The Channels Do Different Jobs
Google captures demand after the homeowner can name the project. They search kitchen remodeler near me, bathroom renovation cost, shower replacement, cabinet design, or kitchen addition because the need has become clear enough to shop.
Meta can reach the buyer earlier. They are saving kitchens, noticing a dated primary bath, watching tile and layout videos, or realizing their kitchen will not work for the way they host. The category may not be fully named yet, but the desire is forming.
That means the channels should not be judged by lead cost alone. One catches active comparison. The other can build familiarity before the buyer enters the most competitive search auction.
Cheap Leads Can Still Be Expensive
A low-cost Meta lead can be useful if the follow-up path matches where the homeowner is in the decision. It can also be expensive if it produces quick form fills from people who have no budget, no timeline, or no fit for design-led work.
A higher-cost Google lead can be profitable when it becomes a serious consultation for a kitchen, bath, or main-floor remodel. The useful metric isn't cost per lead. It's cost per qualified consultation, cost per proposal, and revenue per lead by source.
Kitchen and bath remodelers get into trouble when they let the ad platform with the cheapest lead define success. The CRM and signed-job data have to stay attached long enough to show which source produced real work.
Kitchen and Bath Demand Often Starts Before Search
A homeowner may spend months saving cabinet colors, tile ideas, shower niches, lighting plans, appliance layouts, and before-and-after videos before contacting anyone. That behavior matters because preference forms before the inquiry.
Meta creative works best when it respects that stage. Show real rooms, explain one constraint, show the design decision, and connect the result to how the homeowner lives. A generic discount usually attracts a different buyer than a thoughtful project story.
The goal is to help the right homeowner recognize the project and start trusting your process before they start comparing three remodelers on Google.
The Landing Page Has to Continue the Conversation
A Meta ad about a small kitchen layout should not land on a generic homepage. A Google ad about a primary bath remodel should not land on a page that never explains design, selections, timeline, dust, or what happens at the first consultation.
Kitchen and bath projects carry a lot of hidden anxiety. The homeowner is wondering about budget, disruption, selections, permits, timeline, communication, and whether the finished space will feel worth the mess.
A connected path lets the ad, page, form, CRM, and follow-up carry the same context. That context is how the team knows whether the lead came from inspiration, urgent search, retargeting, referral, or a project page.
Compare Through Signed Work
Compare Meta and Google through the same funnel: visits, calls, forms, consults, design agreements, proposals, signed jobs, average project value, gross profit, and revenue per lead.
You may find Google produces fewer but more urgent consults. You may find Meta creates earlier awareness that later closes through branded search. You may find retargeting keeps the right buyer warm through a long decision.
Any of those answers can be useful. The point is to know what each channel is responsible for so the next dollar follows revenue, not the cheapest form fill.
Pick the Channel by the Buyer Stage
Use Meta when the buyer needs inspiration, education, retargeting, or proof before search. Use Google when the buyer has named the need and is comparing remodelers now. Use the website and CRM to preserve what happened after the click.
If your kitchen and bath campaigns are judged only by lead cost, the strongest source may get punished and the weakest source may get rewarded.
If you want to see what happens after the lead comes in, book an intro call. We will look at the ad, page, consultation path, CRM, and signed-job data together.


PROBLEM - Scan the records below for the word "axis". Copy each line where it appears.
[Opening EXTRACTED RECORDS section]
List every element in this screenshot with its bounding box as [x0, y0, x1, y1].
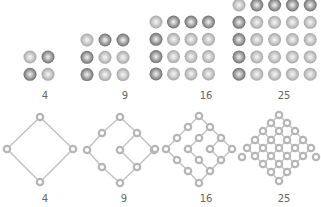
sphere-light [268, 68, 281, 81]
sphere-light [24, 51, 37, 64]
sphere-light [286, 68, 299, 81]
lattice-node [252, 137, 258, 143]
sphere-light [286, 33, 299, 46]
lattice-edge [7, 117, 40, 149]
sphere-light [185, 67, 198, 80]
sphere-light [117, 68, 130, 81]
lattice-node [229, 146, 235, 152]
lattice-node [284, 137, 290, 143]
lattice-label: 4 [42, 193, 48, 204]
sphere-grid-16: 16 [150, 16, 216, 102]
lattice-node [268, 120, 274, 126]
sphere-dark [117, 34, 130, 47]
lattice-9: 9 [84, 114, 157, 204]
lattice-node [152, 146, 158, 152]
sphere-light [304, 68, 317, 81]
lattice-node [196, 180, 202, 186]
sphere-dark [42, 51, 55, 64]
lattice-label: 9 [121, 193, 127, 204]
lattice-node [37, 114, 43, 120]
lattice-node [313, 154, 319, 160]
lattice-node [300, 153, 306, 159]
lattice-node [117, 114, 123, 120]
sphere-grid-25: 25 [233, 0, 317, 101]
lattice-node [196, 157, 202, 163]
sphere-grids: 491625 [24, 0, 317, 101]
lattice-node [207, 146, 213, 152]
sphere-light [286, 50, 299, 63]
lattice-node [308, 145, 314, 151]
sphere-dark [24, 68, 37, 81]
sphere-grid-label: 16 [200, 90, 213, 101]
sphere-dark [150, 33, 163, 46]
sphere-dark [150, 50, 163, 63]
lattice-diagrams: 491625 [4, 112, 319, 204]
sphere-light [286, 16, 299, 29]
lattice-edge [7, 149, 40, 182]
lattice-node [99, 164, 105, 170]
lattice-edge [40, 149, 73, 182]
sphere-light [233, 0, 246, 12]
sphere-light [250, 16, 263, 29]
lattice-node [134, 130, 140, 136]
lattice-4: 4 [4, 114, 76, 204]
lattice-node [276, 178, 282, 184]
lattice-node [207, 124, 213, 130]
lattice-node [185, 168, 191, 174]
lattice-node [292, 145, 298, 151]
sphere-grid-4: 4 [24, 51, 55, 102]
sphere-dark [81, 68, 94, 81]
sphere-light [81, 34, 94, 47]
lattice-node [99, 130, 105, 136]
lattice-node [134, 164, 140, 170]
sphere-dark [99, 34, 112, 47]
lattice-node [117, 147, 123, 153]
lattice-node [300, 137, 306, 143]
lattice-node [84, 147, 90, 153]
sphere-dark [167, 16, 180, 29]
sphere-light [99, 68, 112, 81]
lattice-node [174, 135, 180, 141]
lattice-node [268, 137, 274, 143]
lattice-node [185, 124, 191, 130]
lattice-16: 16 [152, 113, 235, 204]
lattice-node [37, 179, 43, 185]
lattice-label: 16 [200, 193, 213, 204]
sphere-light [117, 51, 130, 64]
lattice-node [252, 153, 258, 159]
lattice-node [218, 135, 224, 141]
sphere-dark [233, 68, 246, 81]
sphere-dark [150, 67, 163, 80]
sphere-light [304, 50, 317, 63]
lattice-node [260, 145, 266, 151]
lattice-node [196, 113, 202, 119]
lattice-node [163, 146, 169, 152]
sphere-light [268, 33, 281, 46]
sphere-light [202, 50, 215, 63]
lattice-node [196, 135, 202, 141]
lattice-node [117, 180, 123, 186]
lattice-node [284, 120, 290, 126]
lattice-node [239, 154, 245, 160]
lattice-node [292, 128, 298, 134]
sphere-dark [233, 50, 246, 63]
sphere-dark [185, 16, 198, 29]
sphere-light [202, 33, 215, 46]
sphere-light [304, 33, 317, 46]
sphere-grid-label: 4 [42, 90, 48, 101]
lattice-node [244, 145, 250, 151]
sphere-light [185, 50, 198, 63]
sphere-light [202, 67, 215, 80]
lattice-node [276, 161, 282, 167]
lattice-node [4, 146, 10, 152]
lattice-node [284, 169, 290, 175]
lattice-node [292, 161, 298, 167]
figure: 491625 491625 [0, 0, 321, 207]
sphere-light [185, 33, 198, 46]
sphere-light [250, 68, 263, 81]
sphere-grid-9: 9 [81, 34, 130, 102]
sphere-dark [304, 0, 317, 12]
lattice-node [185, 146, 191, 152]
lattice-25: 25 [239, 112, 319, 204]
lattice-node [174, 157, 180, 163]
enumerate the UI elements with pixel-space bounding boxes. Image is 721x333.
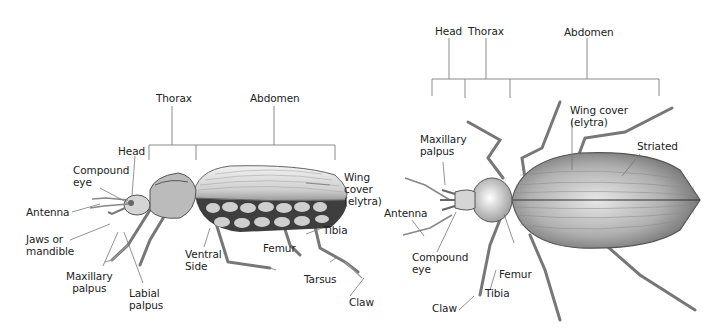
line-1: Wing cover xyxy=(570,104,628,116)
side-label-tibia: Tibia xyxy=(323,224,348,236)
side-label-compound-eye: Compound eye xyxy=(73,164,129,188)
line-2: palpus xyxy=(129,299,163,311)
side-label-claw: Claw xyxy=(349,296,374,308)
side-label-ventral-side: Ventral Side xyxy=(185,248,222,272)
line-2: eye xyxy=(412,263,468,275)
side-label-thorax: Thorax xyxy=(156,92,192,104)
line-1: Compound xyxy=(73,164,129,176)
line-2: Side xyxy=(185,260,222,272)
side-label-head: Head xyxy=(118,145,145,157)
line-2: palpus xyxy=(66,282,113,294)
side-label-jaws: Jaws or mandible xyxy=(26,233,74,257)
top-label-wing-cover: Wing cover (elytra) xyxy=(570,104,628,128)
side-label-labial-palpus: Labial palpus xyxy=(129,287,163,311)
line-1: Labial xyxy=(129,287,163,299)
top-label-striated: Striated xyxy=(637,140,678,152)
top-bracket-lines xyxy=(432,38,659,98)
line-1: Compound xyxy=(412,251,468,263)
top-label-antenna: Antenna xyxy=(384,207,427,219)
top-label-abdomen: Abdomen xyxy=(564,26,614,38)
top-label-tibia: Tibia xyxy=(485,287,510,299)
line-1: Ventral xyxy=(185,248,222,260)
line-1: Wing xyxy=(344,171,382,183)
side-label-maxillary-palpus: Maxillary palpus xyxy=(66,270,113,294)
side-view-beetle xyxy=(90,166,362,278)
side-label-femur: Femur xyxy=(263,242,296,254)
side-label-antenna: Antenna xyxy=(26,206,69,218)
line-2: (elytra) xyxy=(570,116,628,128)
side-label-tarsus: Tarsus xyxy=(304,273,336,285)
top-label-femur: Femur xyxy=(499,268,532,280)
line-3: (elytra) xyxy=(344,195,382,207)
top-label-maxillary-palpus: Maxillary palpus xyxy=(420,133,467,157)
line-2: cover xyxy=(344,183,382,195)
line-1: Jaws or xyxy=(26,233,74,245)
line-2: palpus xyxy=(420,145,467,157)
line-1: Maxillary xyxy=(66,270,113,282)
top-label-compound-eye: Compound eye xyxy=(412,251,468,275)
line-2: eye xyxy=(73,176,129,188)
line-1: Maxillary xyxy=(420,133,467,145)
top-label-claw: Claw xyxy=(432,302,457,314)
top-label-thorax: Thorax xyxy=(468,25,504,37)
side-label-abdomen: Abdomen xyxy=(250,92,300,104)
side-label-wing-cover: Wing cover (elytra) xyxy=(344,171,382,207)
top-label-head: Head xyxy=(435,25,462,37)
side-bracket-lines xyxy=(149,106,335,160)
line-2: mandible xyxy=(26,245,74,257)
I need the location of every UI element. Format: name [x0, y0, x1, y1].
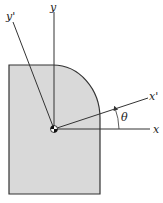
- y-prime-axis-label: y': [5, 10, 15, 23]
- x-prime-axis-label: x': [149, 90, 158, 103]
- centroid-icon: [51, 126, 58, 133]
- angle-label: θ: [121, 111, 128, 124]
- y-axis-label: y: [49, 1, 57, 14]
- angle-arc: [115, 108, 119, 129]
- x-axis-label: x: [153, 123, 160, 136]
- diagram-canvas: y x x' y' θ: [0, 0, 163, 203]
[Closing EXTRACTED RECORDS section]
EXERCISE OUTPUT -
- y-prime-axis-label: y': [5, 10, 15, 23]
- x-prime-axis-label: x': [149, 90, 158, 103]
- y-axis-label: y: [49, 1, 57, 14]
- x-axis-label: x: [153, 123, 160, 136]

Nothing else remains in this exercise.